©Reuters. The US warns that the use of bitcoin in El Salvador favors money laundering
Washington, March 1 (.).- The United States warned on Tuesday that the adoption of the as legal tender in El Salvador complicates the fight against money laundering and the financing of terrorism in the country.
This was indicated by the US State Department in the volume on money laundering of its annual report on the International Narcotics Control Strategy, sent to Congress on Tuesday.
“The rapid growth of virtual currencies favors the evolution of various crimes, including money laundering, and presents new challenges for societies and their governments,” the report states in its introduction.
In its section on El Salvador, the document recalls that the Central American country adopted bitcoin as legal tender last year, and that in the same period it only made “limited progress in combating money laundering.”
“The introduction of the bitcoin cryptocurrency as a legal currency will only further complicate the fight against money laundering and combating the financing of terrorism,” stresses the State Department.
The report recalls that El Salvador’s “dollarized economy,” combined with the free movement of citizens in the region, makes the country “attractive to money launderers,” and that there is a “significant lack of oversight in some financial services”.
The US analysis comes two weeks after three US senators presented a legislative initiative for the State Department to design a plan that “mitigates the risks” that the adoption of bitcoin in El Salvador has for the US financial system. Savior.

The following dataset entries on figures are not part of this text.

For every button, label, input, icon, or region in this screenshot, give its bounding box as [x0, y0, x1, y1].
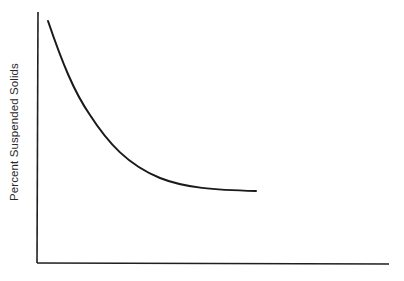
y-axis-label-text: Percent Suspended Solids	[8, 63, 20, 201]
x-axis-label-cropped	[0, 274, 404, 281]
decay-curve	[48, 21, 256, 191]
y-axis	[37, 12, 38, 263]
chart-canvas	[0, 0, 404, 281]
x-axis	[37, 263, 389, 264]
y-axis-label: Percent Suspended Solids	[6, 44, 22, 220]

Republican Senator Jim Risch stated that the adoption of cryptocurrency affects “the economic and financial stability” of the Central American country, and “may weaken the US sanctions policy, empowering China and organized crime.”
The president of El Salvador, Nayib Bukele, reacted to this US initiative with a blunt “stay out of our internal affairs.”
The International Monetary Fund (IMF) has urged El Salvador to “eliminate the quality of legal tender” from bitcoin and has expressed its “concern” about the issuance of bonds backed by cryptocurrency.
The risk measurement agency Fitch Ratings lowered El Salvador’s long-term credit rating and among the reasons it cited the “uncertainty” of reaching an agreement with the IMF, after the adoption of bitcoin.
In its report, the State Department again cites a hundred countries as the main places of money laundering in the world, a list that only has two changes compared to last year: the departure of Russia and the inclusion from Seychelles.
In addition to El Salvador, numerous Latin American and Caribbean countries appear on the list, such as Argentina, Bolivia, Brazil, Colombia, Costa Rica, Cuba, Ecuador, Guatemala, Haiti, Honduras, Mexico, Nicaragua, Panama, Paraguay, Peru, Uruguay, Republic of Dominican and Venezuela.
The United States itself also appears on the list, along with Spain and other European countries such as Italy, the United Kingdom, Belgium and the Netherlands.